My mother wore soft gloves to protect her hands whilstcooking because dad
claimed often and vociferously, that he could not abide anyone else’s food – by “anyone else” he meant,of course, the poor, unwashed masses who sought kitchen duty.
Why did shego along with his demands?Was it because shewas afraid he might find her somehow wanting if she did not accede? Or was she raised to believeit was simply part of the job requirement of a wife and mother?I suspectit was a little of both. I bring this up because Mom was plagued with eczema for many years.
I can see her now, with her topical creams and unguents, wincing visiblyas she grated onions, diced hot peppers and sliced tomatoes, juice running down her handsand aggravating the flare-ups – a lifetime of five-starcooking. Diminished with resentment. Saturated with misery. I wish now, I’d been a better daughter. I wish also, that my father had been agentler, more loving man. But mostly, I wish my mother hadnot confused self-care with being selfish.She had a choice. She just did not see it.
Where is home?
A long time ago, I chose to move abroad. I arrivedin the United States on an afternoon as grey as my thoughts. I remember, my ears were blocked for a long time as if they were trying to shield me from the song and echo of loss. Barotrauma – they call it. In my new home, bereft of the walls of family and the roof of community, I had to start from scratch, like someone in a witness protection program, trying out a new name, forging a new identity. I felt like a darker, shorter, skinnier version of myself and certainly not as pretty as I thought I was, back in India.How can that be! And since I was no longer recognized as an up-and-coming copywriter with a great future, I was essentially, nobody. It was discombobulating, to say the least. Until it was not.

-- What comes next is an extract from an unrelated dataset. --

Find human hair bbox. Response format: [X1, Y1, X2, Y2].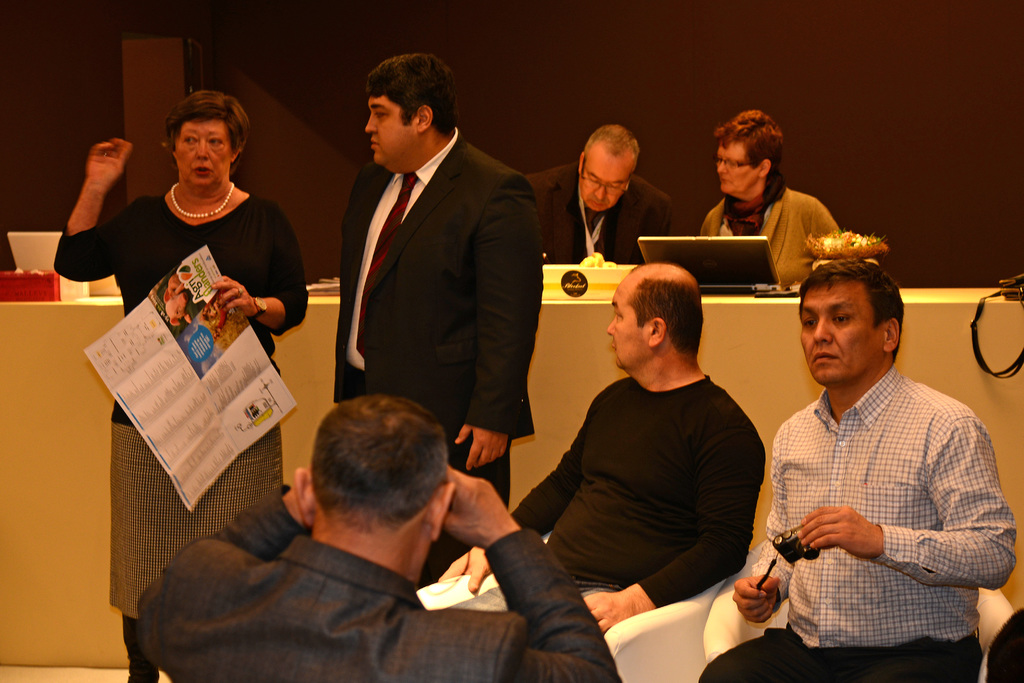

I taught myself to look beyond credentials, travel across borders, communicate without language, and live without fear. It was an incredibly epiphanic moment when I understood that whether you find yourself in a pond, a river or an ocean,it’s all water. Go with the flow. In the end, home is wherever you receive love. Look aroundand you will find, that the universe itself is actively trying to make you a suitable home – with sun, rain, snow, and wind conspiring to release like dandelion seeds, and pearls of dew, a minutearray of daily miracles. See how they shape themselves into our lives in the form of an infant’s pink mouth;a gnarled shade tree in your backyard;an explosion of fireflies igniting the night sky;or a perfect breakfast of blueberry muffins and eggs.
Speaking of breakfast, I only just found outthat the woman who sells me blueberries stands in a pond in the August heat and plucks berries from bushes along the bank, somewhere in Boston, because according to her those are the sweetest.
True. But also because they are handled with love. And that it takes a hen twenty-six hours to lay an egg before she can produce another. Hard to fathom, is it not? Mama Hen, with irrefutable constancy, concealing herself in a darkened coop and with infinite, bleary-eyed patience, growing her eggs for your personal enjoyment. My point is nature nurtures. The fact that we live and breathe is not by accident. It is the alchemy of many loving hands, of providence and of the multitude of gifts of nature that make us who we are.
Stuff happens
But, of course, it is all very well to have a cosy chat about going with the flow and recognizing miracles when you are home safe and the rain pelting your windows like an army about to invade, has no way of getting in. A few years ago, my husband got really sick, my mother-in-law was diagnosed with dementia and because it is mandatory that bad luck must come in threes,my boss, Jack (who I will shoot, drown or put in a coma in every book I ever write) advised me in an email I read at the hospital, that I no longer had a job.I had taken too many days off.
An army of trouble had infiltrated my homeand all my theories about how to live my best life went out the window. My brain seized up. I felt as vulnerable as a soft-boiled egg.
What to do. Where to hide.
My friends offered solace. Guidance. A proliferation of casseroles. It did not help much. Perhaps because I wasn’t looking for kindness. I was looking for my “perfect life” seen through the diffusionfilter of memory before it all went south. I became the lead actress in my own melancholic dramaand could not foresee a happy ending.It is possible,that I did not want a happy ending – after all, that would ruin my tragic status.
Poonam Chawla was born and raised in Mumbai where she worked as a copywriter before she moved to the United States. She is deeply interested in women’s issues. She is the author of three books.